Honduras is often regarded as a small nation, with its population slightly over 9 million. More recently, it has been associated with widespread violence (high homicide levels and violence against women), poverty, and popular “migrant caravans.” If the Garífuna and Lenca communities in Honduras are deemed “unimagined communities” (which is to say “marginalized within the nation-state”), Lara’s documentary registers these erasures. Rob Nixon (2011: 151) employs the notion of “spatial amnesia” to signal the situation in which communities, “under the banner of development, are physically unsettled and imaginatively removed, evacuated from place and time and thus decoupled from the idea of both a national future and a national memory.” In bearing witness to the absent, Berta vive returns to a documentary filmmaking of a “transformative concern,” as Julianne Burton (1990: 3) would have it, evincing “a growing preoccupation with the rise of extractivism in Latin America and the determination and political engagement . . . to bring awareness to the ecological and social costs associated with it” (Kressner, Mutis, and Pettinaroli, 2019: 11).
Both Berta vive and 500 Years make manifest the continued relevance of testimonio today. These female-made films illuminate the internal displacement, owing to contemporary dispossessive regimes, of those who remain in the isthmus. 7 At the same time, they can be understood as “refram[ing] the ‘Cold War’ in Central America as an extractive imperial project that lengthens the periodization of colonial capitalism, taking the emphasis off of ‘the neoliberal turn’” (Gómez-Barris, 2019: 151–152). Viewed in this way, the retrospective first-person accounts of these films provide insights into the repercussions of the Cold War and the reformulations of testimonio in the early twenty-first century that complicate simple narratives of transition from dictatorship to democracy. Testimonio, by and large, has renewed urgency and importance in the light of ongoing state-sanctioned violence, dangerous diasporas, detention in privatized prisons, global capitalist exploitation, and historical amnesia.
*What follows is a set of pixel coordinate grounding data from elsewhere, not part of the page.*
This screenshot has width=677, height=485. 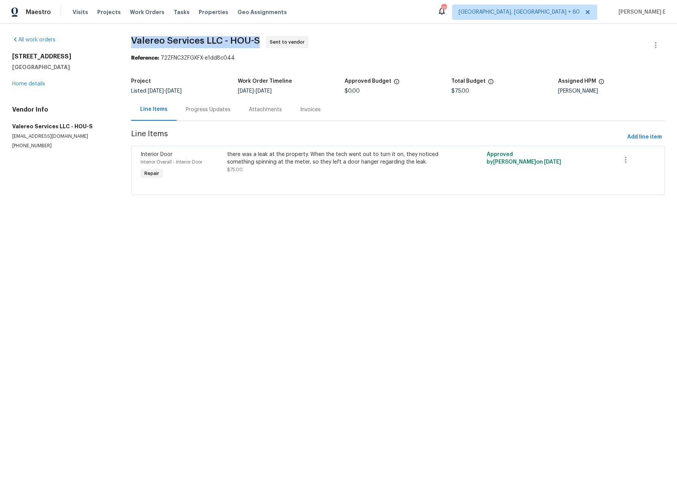 What do you see at coordinates (109, 12) in the screenshot?
I see `span: Projects` at bounding box center [109, 12].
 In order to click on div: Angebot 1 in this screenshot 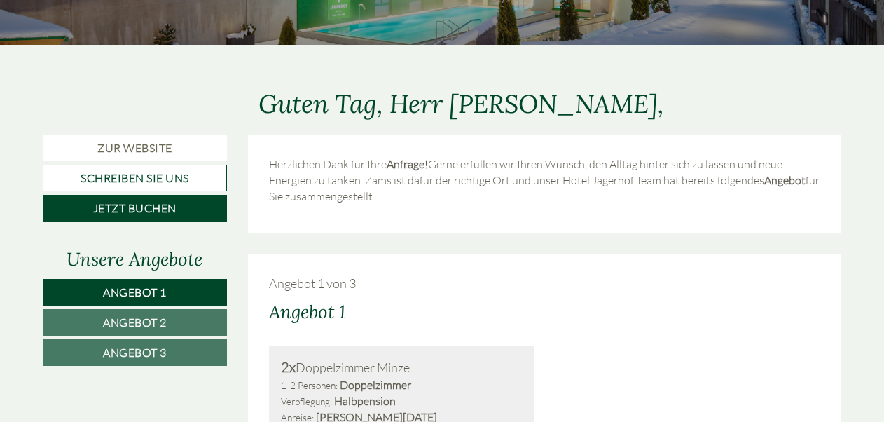, I will do `click(307, 311)`.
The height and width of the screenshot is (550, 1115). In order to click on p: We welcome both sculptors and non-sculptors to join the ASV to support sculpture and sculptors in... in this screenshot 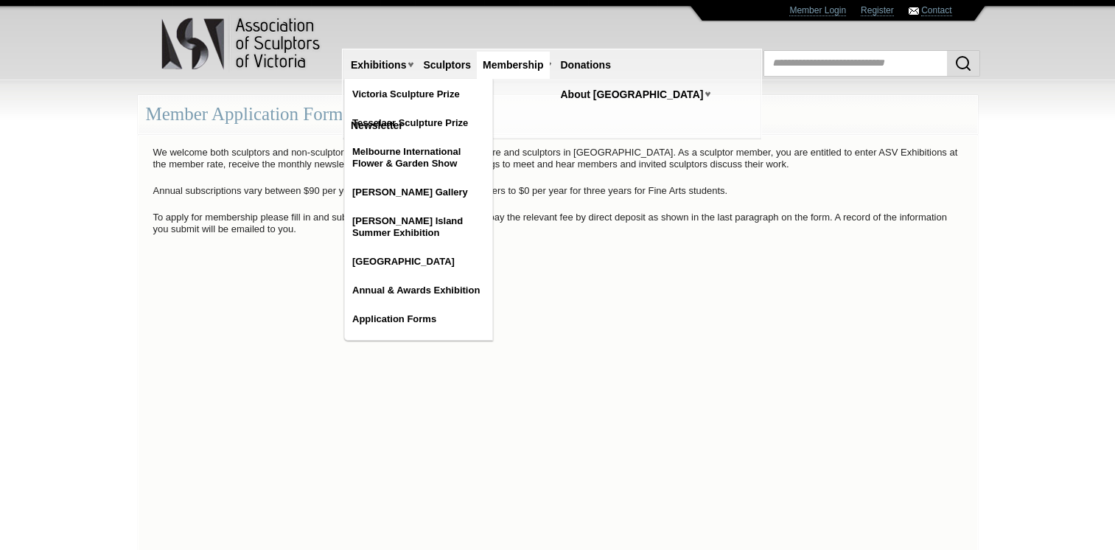, I will do `click(558, 158)`.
The indigenous women portrayed in these independent feminist documentaries are represented not merely as victims within a more universal narrative of womanhood but as rights-bearing subjects who challenge past state crimes and current structural inequalities. Therefore, these examples of testimonial documentary have the potential to propel human rights struggles forward in contemporary Central America and elsewhere. Even now, at 50, testimonio still has unfinished business.
Footnotes
Notes
Guadalupe Escobar is an assistant professor of English and of gender, race, and identity at the University of Nevada, Reno. She thanks Georg M. Gugelberger, Kristi Wilson, and especially Clara Garavelli for their incisive feedback.